Service providers that provide only shared data center services (often called co-location or "co-lo" providers), where equipment, space, and bandwidth are available on a rental basis, are not considered multi-tenant service providers for purposes of this Appendix.

Note: Even though a multi-tenant service provider may meet these requirements, each customer is still responsible to comply with the PCI DSS requirements that are applicable to its environment and validate compliance as applicable. Often, there are PCI DSS requirements for which responsibility is shared between the provider and the customer (for perhaps different aspects of the environment). Requirements 12.8 and 12.9 delineate requirements specific to the relationships between all third-party service providers (TPSPs) and their customers, and the responsibilities of both. This includes defining the specific services the customer is receiving, along with which PCI DSS requirements are the responsibility of the customer to meet, which are the responsibility of the TPSP, and which requirements are shared between both customer and the TPSP.

Sections

A1. Multi-Tenant Service Provider Requirements

Ensure secure isolation of customer environments in shared hosting infrastructure while maintaining PCI DSS compliance across all tenants.

https://WithPCI.com
7
Sub-requirements
8
Test Points
Moderate (3.0)
Implementation Difficulty

Control Types

Documentation
Governance
Technical (4)
Process

Key Risks

Cross-tenant data compromise via shared resources
Inadequate hypervisor security controls
Co-mingling of audit logs
Third-party access management gaps

Frequently Asked Questions

What specific virtualization controls are required for shared hosting providers?

Must implement: 1) Hypervisor hardening to CIS Level 2 benchmarks, 2) VM escape protection via Intel VT-d/AMD-Vi, 3) Storage encryption per tenant using AES-XTS, 4) Network microsegmentation with NSX-T or AWS Security Groups. Quarterly pen tests must validate isolation controls.

How do we demonstrate compliance to customers without exposing other tenants' data?

Provide cryptographically signed: 1) Scope validation reports, 2) ASV scan summaries, 3) Pen test executive summaries. Use zero-knowledge proof techniques to validate controls without disclosing tenant details.

What's required for secure management of shared encryption resources?

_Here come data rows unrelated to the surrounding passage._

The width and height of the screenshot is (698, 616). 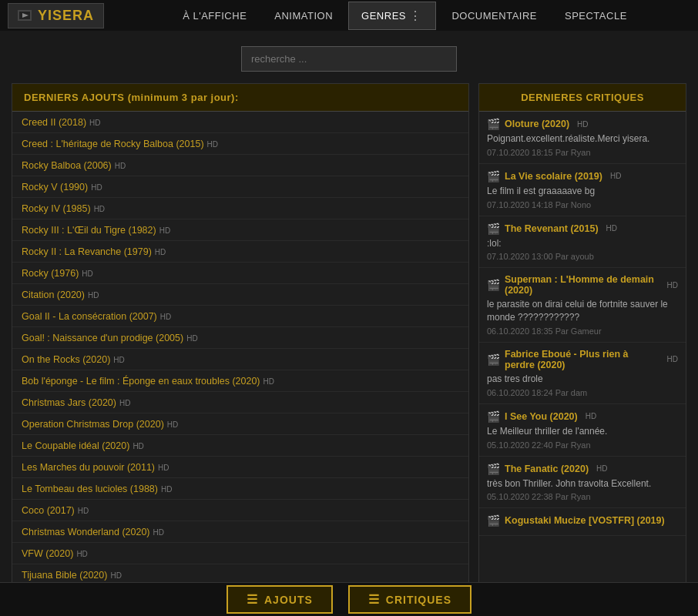 I want to click on movie-title: Christmas Jars (2020), so click(x=69, y=403).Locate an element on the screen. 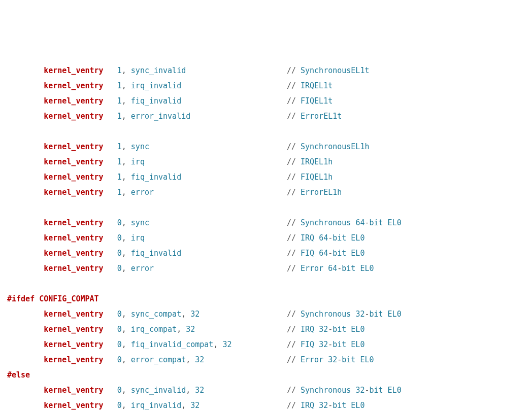  code-line: kernel_ventry 0, fiq_invalid_compat, 32 … is located at coordinates (266, 345).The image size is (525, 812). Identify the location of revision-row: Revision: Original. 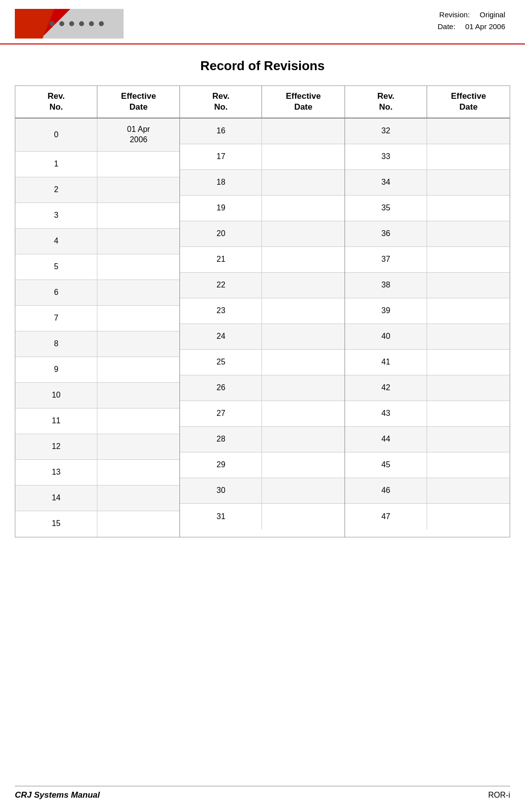
(472, 15).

1) HSM-backed key storage with FIPS 140-3 validation, 2) Tenant-specific key namespaces, 3) Automated key rotation every 90 days, 4) Blockchain-attested key lifecycle logs. AWS CloudHSM or Azure Dedicated HSM recommended.

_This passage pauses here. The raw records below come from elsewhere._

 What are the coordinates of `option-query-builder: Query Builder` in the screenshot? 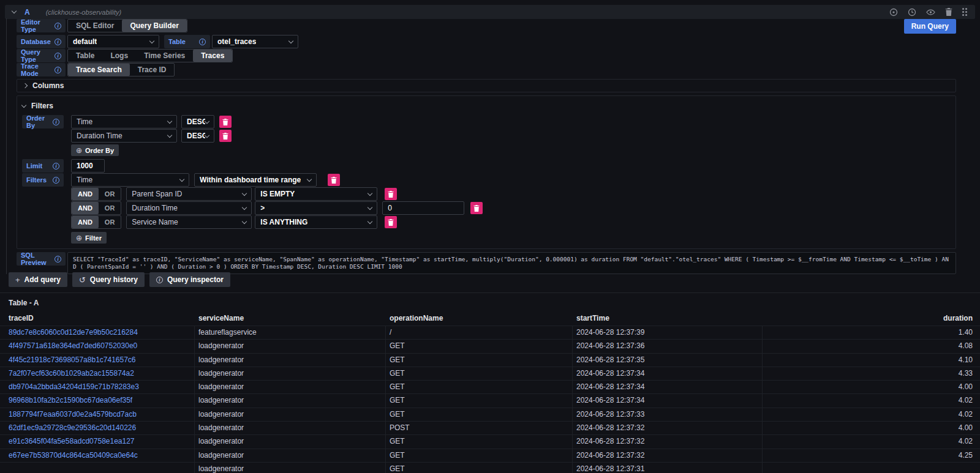 It's located at (154, 26). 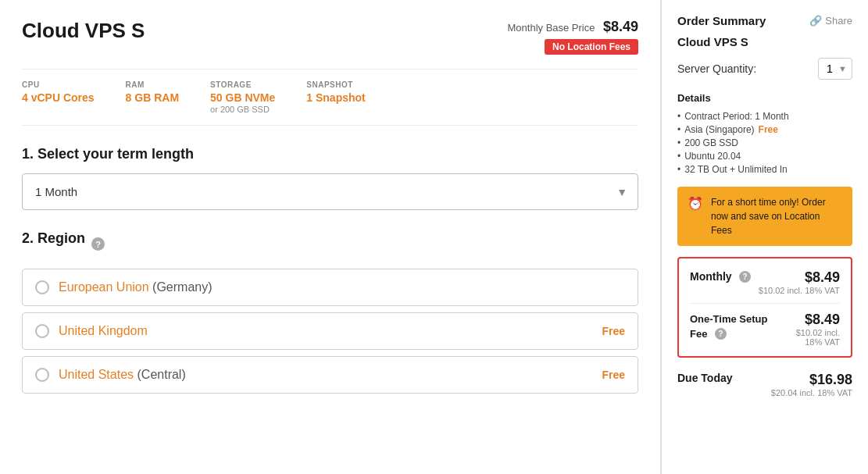 What do you see at coordinates (717, 69) in the screenshot?
I see `quantity-label: Server Quantity:` at bounding box center [717, 69].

How are compliance responsibilities split between provider and tenant?

Formal agreements must define: 1) Provider manages hypervisor/network security (Req 1-6), 2) Tenant handles app/data security (Req 7-12), 3) Joint responsibility for access controls. Document in PCI DSS Responsibility Matrix.

What monitoring is required for shared infrastructure?

1) Real-time VM resource isolation checks, 2) File integrity monitoring on hypervisor, 3) Network traffic analysis between tenants, 4) Automated alerts for configuration drift. Tools: Splunk ES, AWS GuardDuty.

Common QSA Questions

Show cryptographic proof of tenant data isolation in shared storage

We use AWS EBS encryption with KMS customer-managed keys. Evidence includes: 1) CloudTrail logs showing key access boundaries, 2) Pen test reports validating cross-tenant access attempts blocked, 3) KMS key policies using aws:PrincipalTag conditions.

Demonstrate hypervisor protection against Spectre/Meltdown vulnerabilities

1) Xen 4.15+ with retpoline mitigations, 2) Kernel page-table isolation enabled, 3) Weekly microcode updates via AWS Bare Metal instances. Last CVE-2025-1999 test showed 0 successful exploits.

Provide third-party audit access process documentation

Our audit portal offers: 1) Pre-approved evidence packages, 2) JIT access with 4hr expiration, 3) Activity monitoring via Okta. Process aligns with CSA STAR v4.0 requirements.